The chief shook his head, took a pinch of snuff, and smiled grimly.
"Ay," he said; "they will have some lies to tell the council. You see it was as I said: they would like us better if we went away. I cannot frighten them with words when they come again. Why stay, since they don't want us, and you cannot carry that rock away with you?"
Hume laid his hand on the carved head of the serpent, and looked gloomily across the river, then at the deserted stretch of the valley on the near side. Its desolation struck him, and he called his companion's attention to it.
"How is it that this side of the valley is deserted, while beyond there are so many? The ground looks rich, and the gra.s.s is good."

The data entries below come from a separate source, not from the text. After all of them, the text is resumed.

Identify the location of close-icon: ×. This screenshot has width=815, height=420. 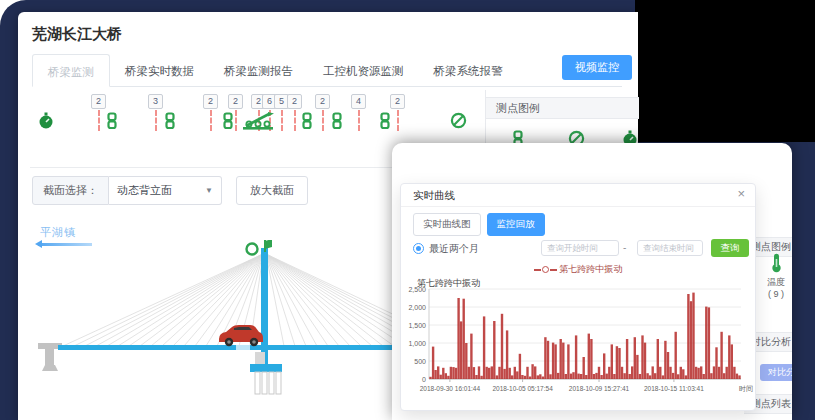
(741, 194).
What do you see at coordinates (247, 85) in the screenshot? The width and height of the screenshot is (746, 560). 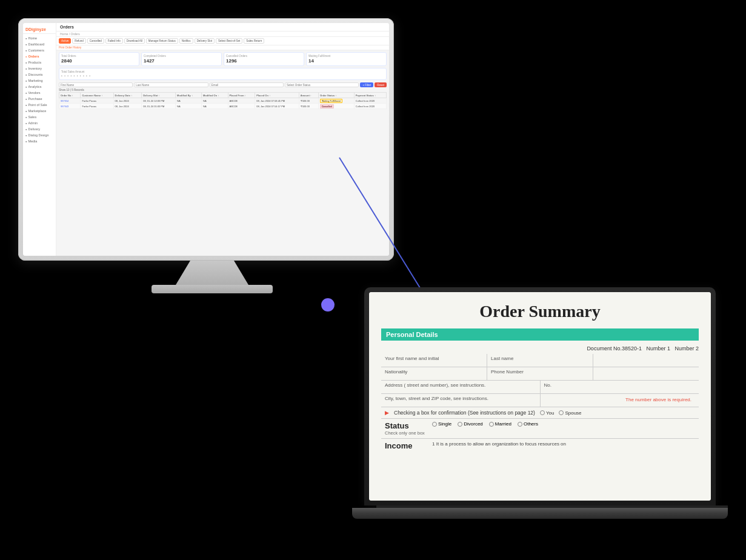 I see `email-input` at bounding box center [247, 85].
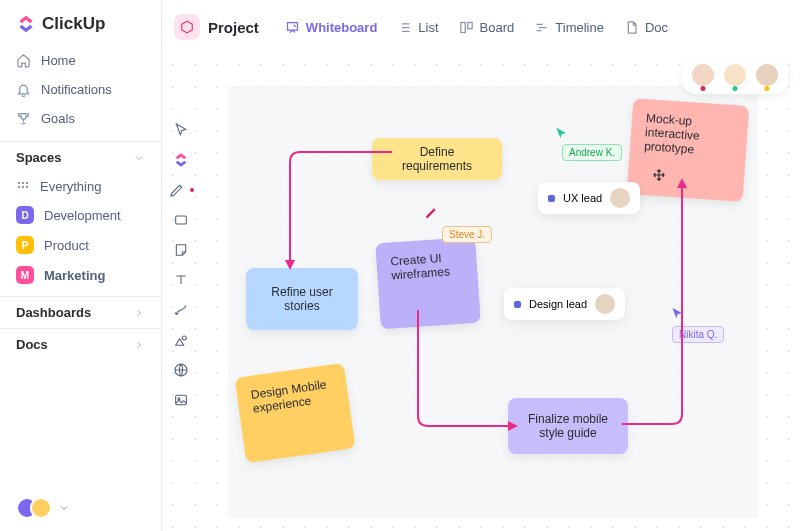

"It is some folly of the witch-doctors, from what I have heard."
Under cover of the night they went back to the ruins, and there they found the old witch-woman alone, sitting smoking over the fire.
"I thought," she said, "you would have been crow's meat before this.
The witch-doctors smelt you out last night. They doctored some warriors; how is it you escaped?"
"Oh, they were old women. They came, but I shook my fingers at them, and they ran."
"Ho, ho! if they'd been old women they would not have run. So they ran; and you--why did you not run also?"
"We have come for the stone of fire, old mother."
"Yinny! That is where the _amapagati_ dance and make their medicine.
No one can touch the rock and live."
"We have touched it. The _amapagati_ are fools; but surely if they touch it now that we claim it, they will die."
The old dame grinned.
"See," she said. "I know. You cannot frighten me with such things.
But, as you say, the wise men are fools; they have made this side of the valley a fear to the people. Oh, I know their tricks--how they would p.r.i.c.k cattle, when they strayed on this side, with a snake's tooth, and then tell the people the deed was done by the fetich, the great snake-spirit. Ay, they have slain men too, and girls who went to the river for water have disappeared."
"If that is so," said Hume, "it would be better if the snake rock were removed."
"Eweh, O red eyes--and the _amapagati_ as well. They have beaten me.
Let them die, I say."
Hume gave a bit of tobacco to her, and as she filled her pipe he shot a significant look across at Sirayo.
"It is not well for an old woman to be here without good food and warm shelter. You should have a hut in the kraal," said Sirayo.
"They killed my son when he brought me food one night," she said hoa.r.s.ely; "and they threaten to smell out my daughter if I leave these rocks--the sons of dogs and earth-pigs!"
"Soh! we will talk over this in the morning. In the meantime go you to the river, and call out that we have gone."
"But you will stay and slay them?"
"We have said it."
"Oh ay, I will go. They have grown fat on lies; now I will repay them.
I will show you this night where they keep their girls, all young and fat, the he-goats that they are."
When she had gone, Hume immediately pointed out that they could turn the superst.i.tious fears of the people to their own advantage.
"Well, for my part," said Sirayo, "I am curious about these girls. If they have put up long with the company of snuffy old men, they will know how to receive a man and a warrior;" and he stretched his limbs.
The old woman, having done her mission by shouting until someone heard her, returned, and led them up the mountain, where, in a kloof whose narrow entrance was almost hidden by huge rocks, they found a small kraal and saw the light of fires.
The old woman clapped her hands and called out:
"Come and see what presents I have brought you, children!"
A door was opened and three girls crept out, laughing, one of them, with her naked toe, pushing the half-burnt logs on to the smouldering coals.
"What is it, mother?"
"Guess, my children."
"A young kid," said one, smacking her lips.